[Cabin Fever by B. M. Bower]@TWC D-Link book
Cabin Fever

CHAPTER THREE
2/21

Why, he asked the high heavens, had she told him to bring home a roll of cotton, if she was going to leave him?
Why had she turned her back on that little home, that had seemed to mean as much to her as it had to him?
Being kin to primitive man, Bud could only bellow rage when he should have analyzed calmly the situation.

He should have seen that Marie too had cabin fever, induced by changing too suddenly from carefree girlhood to the ills and irks of wifehood and motherhood.
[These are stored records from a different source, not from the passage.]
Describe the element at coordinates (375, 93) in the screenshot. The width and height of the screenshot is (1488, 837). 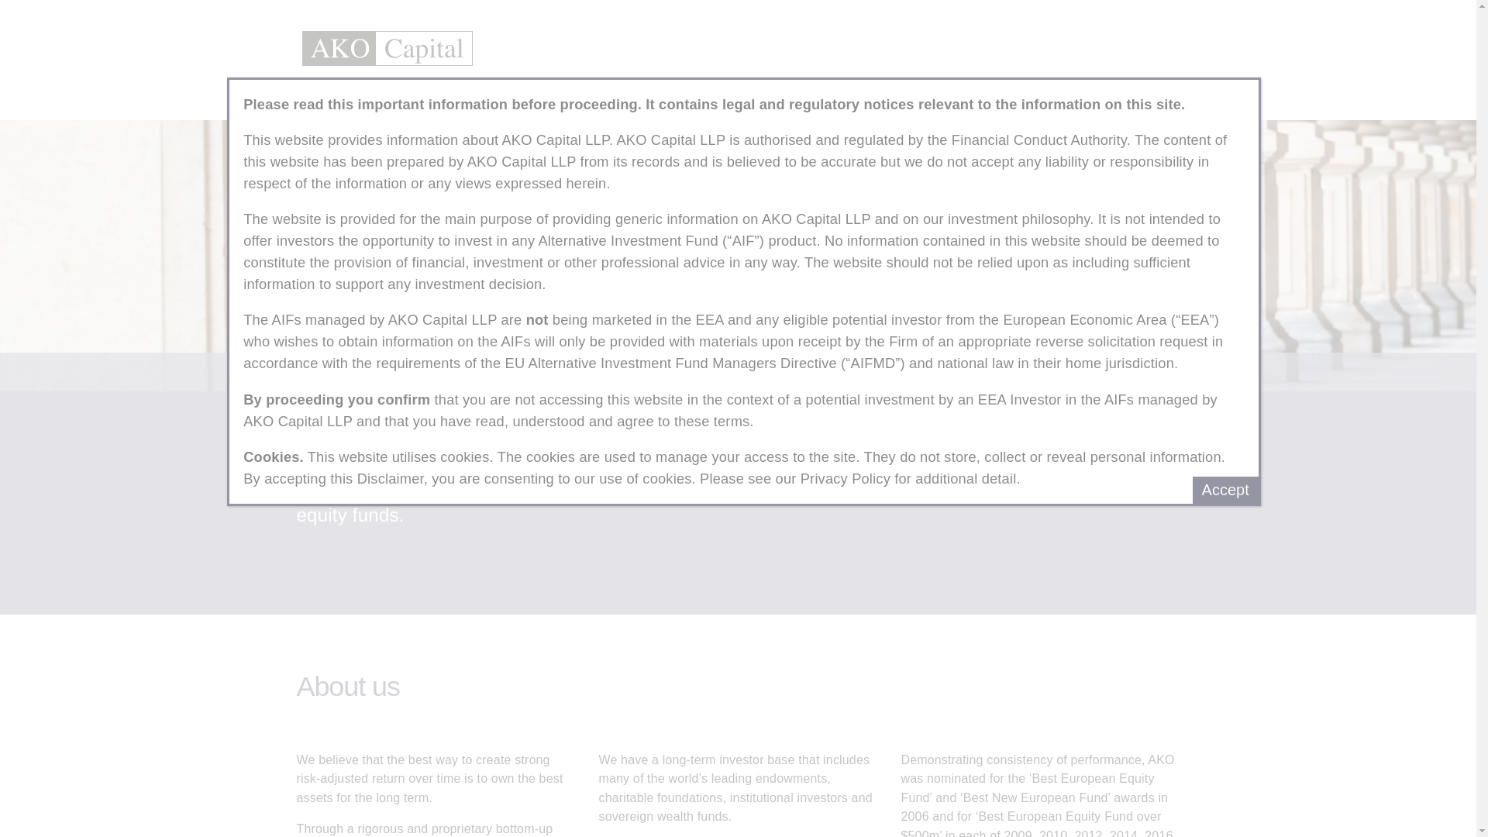
I see `About us` at that location.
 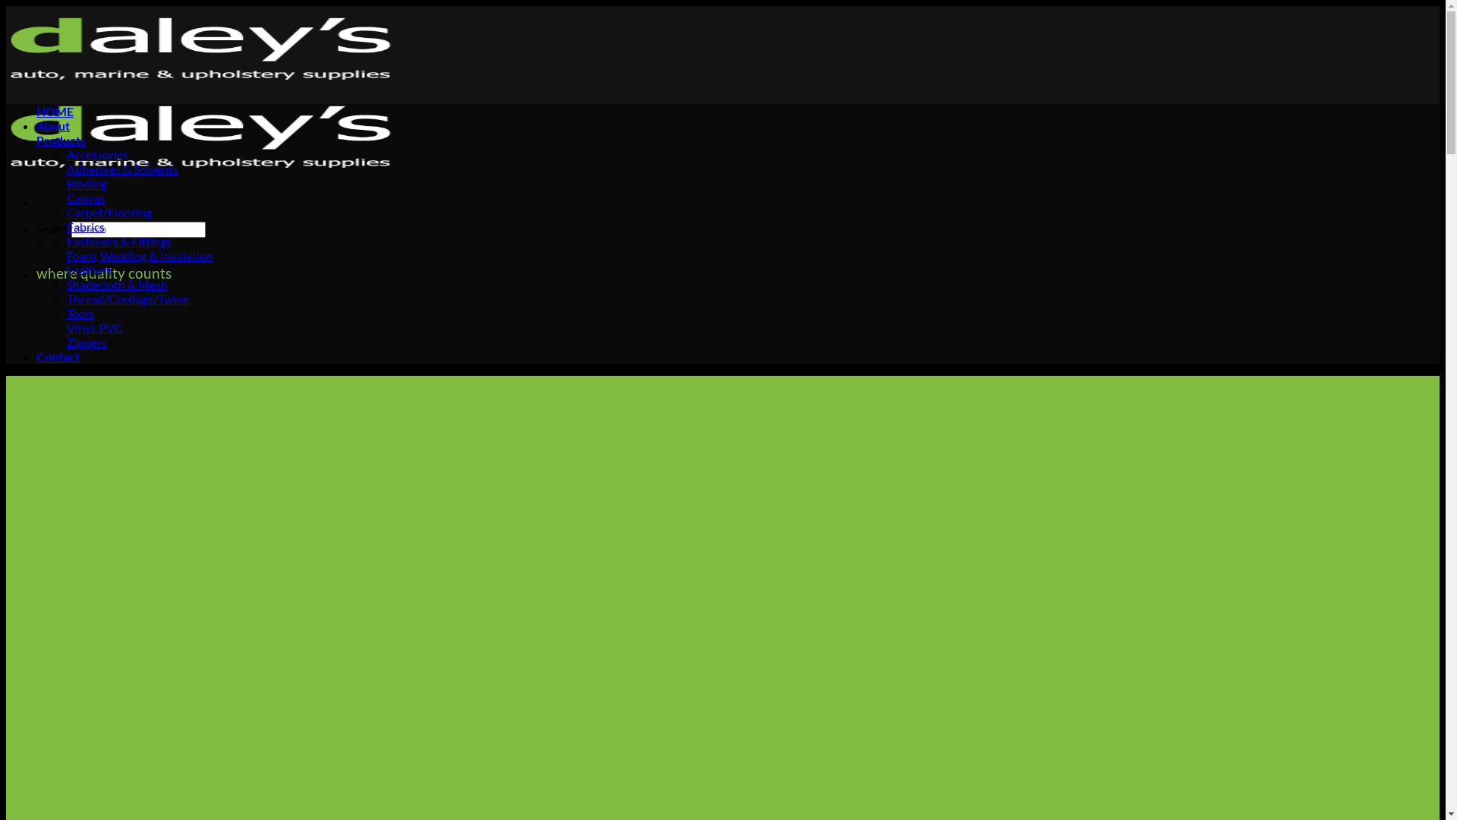 I want to click on Contact, so click(x=58, y=357).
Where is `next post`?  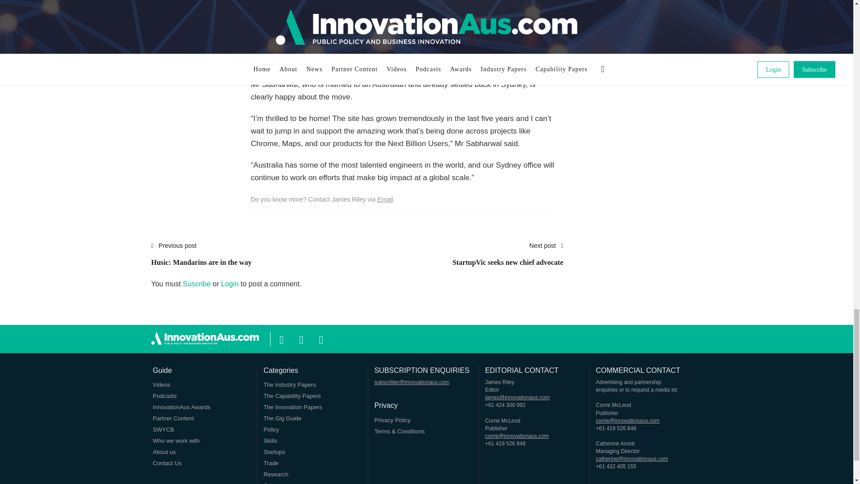 next post is located at coordinates (202, 259).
He should have known that she had been for two months wholly dedicated to the small physical wants of their baby, and that if his nerves were fraying with watching that incessant servitude, her own must be close to the snapping point; had snapped, when dusk did not bring him home repentant.
But he did not know, and so he blamed Marie bitterly for the wreck of their home, and he flung down all his worldly goods before her, and marched off feeling self-consciously proud of his martyrdom.

It soothed him paradoxically to tell himself that he was "cleaned"; that Marie had ruined him absolutely, and that he was just ten dollars and a decent suit or two of clothes better off than a tramp.

He was tempted to go back and send the ten dollars after the rest of the fifteen hundred, but good sense prevailed.